You just got stopped out. The loss is sitting in your head. You watch the chart and see the next move setting up. You know you should probably be done for the day — but you convince yourself this setup is different. Twenty minutes later you have another loss. Or worse: a loss three times the size of the first.

This is revenge trading — and it is responsible for more blown prop firm accounts than any bad strategy ever will be.

What is revenge trading?

Revenge trading is taking one or more trades driven by the emotional state that follows a loss, with the aim of recovering that loss. The name is fitting: you want to "get back" at the market. But the market does not know you had a loss — and does not care.

Revenge trading in one sentence

Revenge trading is trading from emotion instead of analysis — with the result that you do not have one bad day, you have a disaster.

Why it is so hard to stop

A loss activates the same neural response in the brain as physical pain. The amygdala — the emotional centre — switches to a fight-or-flight state. Rational thinking is temporarily overridden. You are literally unable to produce the same quality of analysis as before the loss.

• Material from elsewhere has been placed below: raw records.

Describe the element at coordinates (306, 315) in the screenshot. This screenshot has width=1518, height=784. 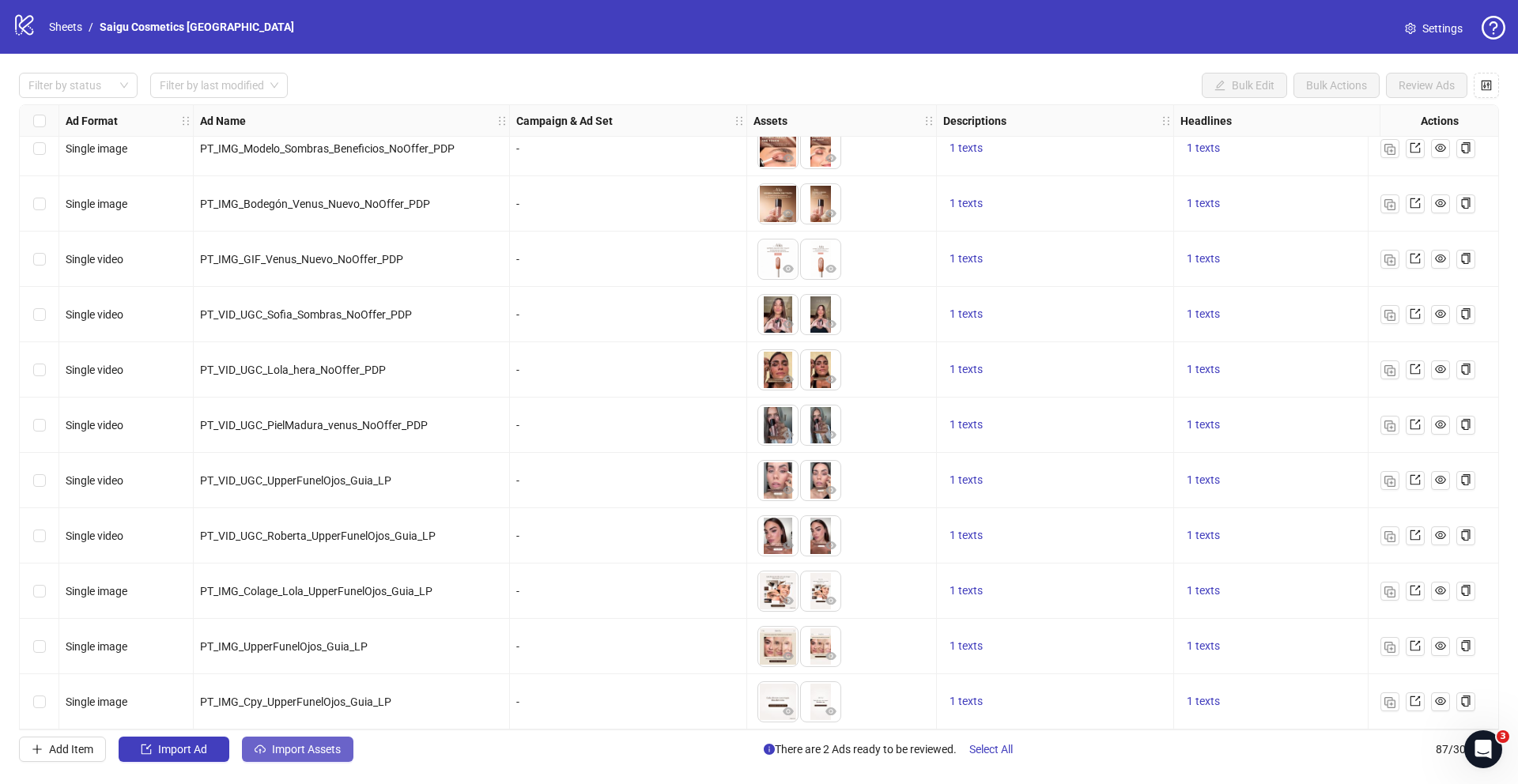
I see `span: PT_VID_UGC_Sofia_Sombras_NoOffer_PDP` at that location.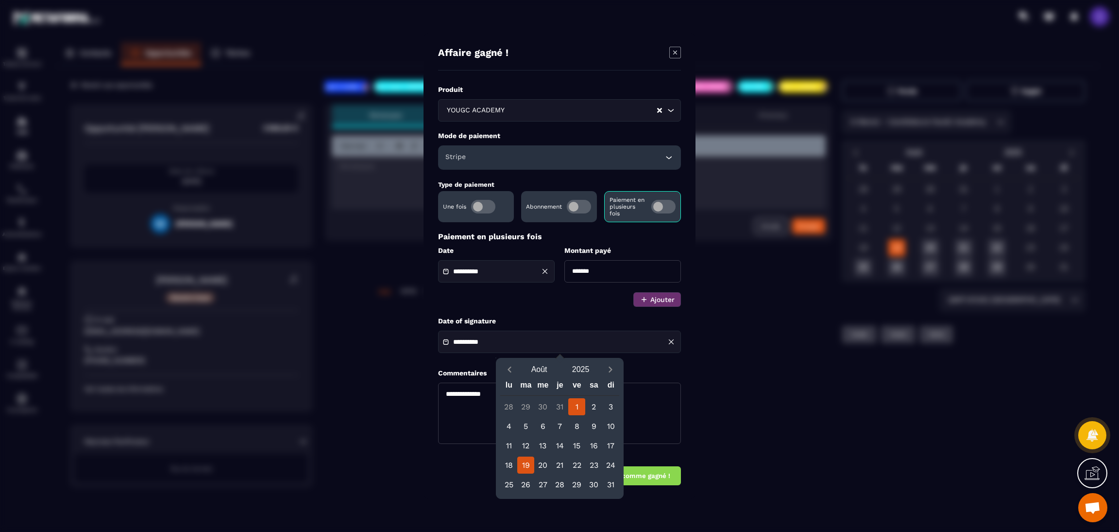 The width and height of the screenshot is (1119, 532). I want to click on div: 26, so click(526, 484).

On top of that, loss aversion plays a role — a concept from behavioural economics. People feel losses approximately twice as intensely as an equivalent gain feels good. A €200 loss feels twice as painful as a €200 gain feels pleasant. That pain creates the urge to undo it — and that is the most dangerous motivation to trade from.

Recognise the signals

Revenge trading is not always obvious in the moment. In hindsight it is usually painfully clear. These are the early warning signs:

Revenge trading at prop firms

On a personal account, revenge trading is costly. On a prop firm challenge it is fatal. A challenge has a daily drawdown limit — at most firms 4–5%. One good session followed by one revenge trading session can end your challenge in a single morning.

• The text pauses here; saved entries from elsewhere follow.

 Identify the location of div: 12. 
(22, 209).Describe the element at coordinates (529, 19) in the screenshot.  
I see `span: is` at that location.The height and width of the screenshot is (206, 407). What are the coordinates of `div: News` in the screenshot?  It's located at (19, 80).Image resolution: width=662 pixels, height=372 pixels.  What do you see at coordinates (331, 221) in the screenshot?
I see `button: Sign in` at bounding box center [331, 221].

Prop firm traders operate under extra pressure: the feeling that you have to perform, that every losing day brings you closer to the end of the challenge. That pressure amplifies the temptation to revenge trade. The opposite mindset — my job today is to protect my account — is what actually passes challenges.

The 4-step protocol

1.
Stop immediately. Close the chart as soon as you have logged your loss. No "just watching." The market will be there tomorrow.
2.
Wait at least 20 minutes. During that time, the stress hormone cortisol drops enough to allow rational thinking. Go for a walk, drink water, do something else.
3.
Ask the test question. "Would I take this next trade if I had not had a loss today?" If the answer is no or uncertain: stop for the day.
4.
Log the loss in your journal. Write down: what was the setup, was it a valid trade, what went wrong? The act of writing removes the emotional charge and turns the loss into data.

Read also: Why Traders Break Their Rules · FOMO Trading: How to Stop · The Complete Trading Discipline Guide

FAQ

Is revenge trading the same as overtrading?
Not always. Overtrading means taking too many trades — which can also stem from boredom or FOMO. Revenge trading is specifically taking trades driven by the emotion of a loss, with the goal of recovering that loss. Overtrading is the behaviour; revenge trading is the emotional trigger.
Can I still trade on the same day after a stop loss?
Yes — if you have a clear procedure. Wait 15–30 minutes. Then ask: does the next setup meet all my criteria? Am I taking this trade because the setup is valid, or because I want to recover a loss? If the answer is the latter: stop for the day.
Why does trying harder after a loss not work?
Because after a loss your brain is in a heightened state of arousal — you want to decide faster, your risk assessment is skewed, and your focus is on recovering the loss rather than setup quality. Trying harder in that state makes things worse, not better.
How do I know if I am revenge trading?
Ask yourself after every loss: would I have taken this next trade if I had not had a loss today? If the answer is no, or if you hesitate — it is revenge trading.
Logify detects revenge trading patterns
After 30 trades you see in Logify exactly when you break your rules. Which hour, which day, how many trades after a loss. Data makes it visible — awareness stops it.